Video clip of storming the beach


At the age of 91, Jack Nemerov is still an imposing guy. Originally from Minnesota, he went into the U.S. army a private and came out a captain, he says. In between going in and coming out, he was part of the initial assault force on Omaha Beach on June 6, 1944. He also helped liberate the Dachau concentration camp.
"I survived World War II," he says, shaking his head. "How I got through, I don't know."


Video clip regarding the concentration camp

He was apart of the unit that posted the sign that reads, "500 poor unknown souls buried here".





Save the World Once; Still Saving It.
As a man in his 20s, Jack Nemerov was among the soldiers who stormed Omaha Beach on D-Day in June, 1944. Just about a year later he was among those who liberated the concentration camp at Dachau.
Like so many other veterans of his day, he returned home after the war, settled down, got into business and raised a family. And after many productive, happy decades, he decided 17 years ago to retire in Arizona.
It was going well, too.
Then, in 1997, when Nemerov was 81 years old, comfortable, settled and secure, something unexpected and life-changing occurred to him.
“I was really, really bored,” he said. “I just couldn't see myself sitting around all day playing bridge.
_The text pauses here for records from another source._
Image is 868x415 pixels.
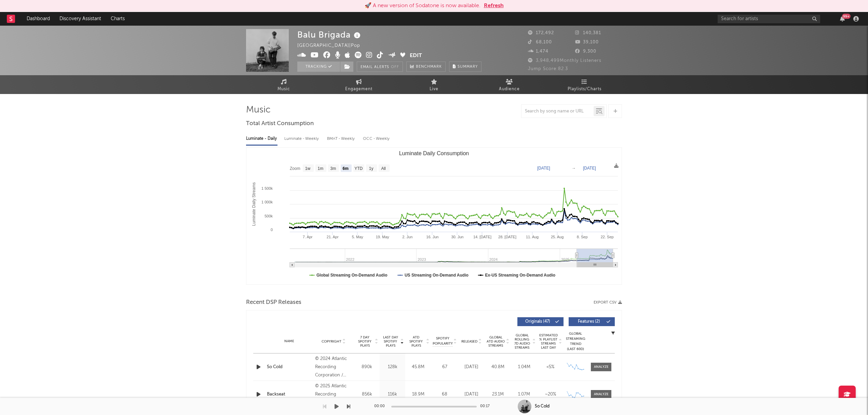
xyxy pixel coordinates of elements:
text: Global Streaming On-Demand Audio [316,273,388,278]
button: Email AlertsOff [357,62,403,71]
span: Audience [499,85,520,93]
text: 22. Sep [601,235,614,239]
span: Total Artist Consumption [246,119,314,128]
div: 00:17 [480,403,494,411]
div: © 2025 Atlantic Recording Corporation / Warner Music Australia Pty Limited [315,383,352,407]
input: Search by song name or URL [522,109,594,115]
text: 21. Apr [327,235,338,239]
text: 30. Jun [451,235,463,239]
span: Features ( 2 ) [573,320,604,324]
button: Edit [410,52,422,60]
span: Recent DSP Releases [246,299,302,307]
text: 28. [DATE] [498,235,516,239]
text: 2. Jun [402,235,412,239]
text: 6m [343,166,349,171]
svg: Luminate Daily Consumption [247,148,621,284]
text: YTD [355,166,363,171]
text: 16. Jun [426,235,438,239]
span: Music [277,85,290,93]
div: <5% [539,364,562,371]
div: [GEOGRAPHIC_DATA] | Pop [297,41,368,50]
a: Benchmark [406,62,445,71]
button: Tracking [297,62,340,71]
span: 39,100 [575,40,599,45]
div: [DATE] [460,391,483,398]
span: ATD Spotify Plays [407,335,425,348]
a: Music [246,76,321,94]
span: 1,474 [528,50,548,54]
div: 45.8M [407,364,429,371]
text: 1 000k [261,200,273,204]
text: 500k [264,214,273,218]
button: Originals(47) [518,318,564,326]
div: [DATE] [460,364,483,371]
div: OCC - Weekly [363,133,390,145]
button: Export CSV [594,300,622,305]
div: 99 + [842,14,850,19]
span: Estimated % Playlist Streams Last Day [539,334,557,350]
a: Dashboard [22,12,54,26]
text: Luminate Daily Streams [251,183,256,226]
text: Luminate Daily Consumption [399,150,469,157]
text: 14. [DATE] [473,235,492,239]
div: 1.04M [513,364,535,371]
div: 40.8M [486,364,509,371]
span: Released [462,339,477,344]
a: Engagement [321,76,397,94]
span: Live [429,85,438,93]
span: Copyright [321,339,342,344]
div: 116k [381,391,403,398]
div: So Cold [535,404,549,410]
div: 67 [432,364,457,371]
button: Refresh [483,2,504,10]
a: Audience [471,76,547,94]
text: 5. May [352,235,363,239]
span: Spotify Popularity [432,336,453,347]
div: Balu Brigada [297,29,363,41]
input: Search for artists [718,15,820,24]
span: Summary [458,65,478,69]
div: Name [267,339,312,344]
a: Playlists/Charts [547,76,622,94]
span: Benchmark [416,63,442,71]
span: 140,381 [575,31,601,35]
div: 856k [356,391,378,398]
button: Summary [449,62,482,71]
span: 7 Day Spotify Plays [356,335,374,348]
div: 68 [432,391,457,398]
text: → [572,166,576,171]
text: [DATE] [537,166,550,171]
div: 00:00 [374,403,388,411]
text: 1m [318,166,324,171]
text: Ex-US Streaming On-Demand Audio [485,273,556,278]
text: 11. Aug [526,235,539,239]
text: Zoom [290,166,300,171]
span: 9,300 [575,50,596,54]
div: © 2024 Atlantic Recording Corporation / Warner Music Australia Pty Limited [315,355,352,380]
a: So Cold [267,364,312,371]
span: Global ATD Audio Streams [486,335,505,348]
div: ~ 20 % [539,391,562,398]
text: 8. Sep [577,235,588,239]
button: 99+ [840,16,844,22]
span: 68,100 [528,40,552,45]
div: 890k [356,364,378,371]
text: 3m [330,166,337,171]
a: Live [397,76,471,94]
span: 172,492 [528,31,554,35]
span: Last Day Spotify Plays [381,335,399,348]
span: Global Rolling 7D Audio Streams [513,334,531,350]
span: Playlists/Charts [568,85,601,93]
a: Backseat [267,391,312,398]
text: US Streaming On-Demand Audio [405,273,469,278]
text: 1 500k [261,187,273,191]
text: [DATE] [583,166,596,171]
span: Originals ( 47 ) [522,320,553,324]
a: Charts [106,12,130,26]
text: 7. Apr [303,235,312,239]
button: Features(2) [569,318,615,326]
div: 128k [381,364,403,371]
div: 18.9M [407,391,429,398]
em: Off [391,65,399,69]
I needed to get out in the world.”
And so that is what he did.
He wanted to work somehow with school kids, and having lived through tumultous times, Nemerov contacted the Southern Poverty Law Center in Montgomery, Alabama, to find out about its “teaching tolerance” program.
“If you were to go into a place like Dachau, as I did in 1945, you'd see how important the notion of tolerance is,” he said, “and what the lack of it can do to people.”
He approached a few local school districts about the program and found that they were interested. Then, one day, Nemerov was asked if he knew anyone who had been in World War II and would speak to students about it.
“I know someone,” he said. “Me.”
And so Nemerov began visiting classrooms (and clubs, and business gatherings, and more).
“You wonder in the beginning how you will speak about the terrible things you have witnessed?” Nemerov told me. “I run into that situation all the time with people from my generation. We were civilians in uniform. My parents came from Russia, and like a lot of guys, I felt that I had to to the best I could to protect what they came here for. And we did. But how do you talk about aiming a gun at another human being and pulling the trigger? How do you talk about what you saw and did? It's very difficult. That's why so many of the stories from World War II have never been told.”
One of the teachers who has invited Nemerov to his classroom is Chris O'Brien of Mountain Ridge High School in Glendale. He brought Nemerov to his history class.
“Jack Nemerov and people like him should be elevated above the rest as true American Heroes not just because of their past contributions, but because of their ongoing positive impacts on the youth of today and the future of our country,” O'Brien told me.
When Nemerov speaks to kids and then answers their questions, he doesn't play up the notion of his being a part of what has been called “The Greatest Generation.”
“What I try to do is to draw a parallel between our generation and the current generation,” he said. “I try to tell them how alike we are. What makes America a special place is that there is one good generation after another.”
At a ceremony in Phoenix on Friday, Nemerov and 19 others will be inducted into the Arizona Veterans Hall of Fame, an honor afforded over the years to fewer than 200 of Arizona 600,000 estimated veterans.
“That's a nice thing,” he said. “And I'm honored. But what I do with kids, with people, it keeps me alive. It's better than medicine.”
Nemerov entered the army as a private and left a captain. He also saw war as a parent, having watched a son go off to Vietnam.
But when we call people like Nemerov members of “the greatest generation,” it isn't because they set out as young people to save the world. It's because they've never stopped trying.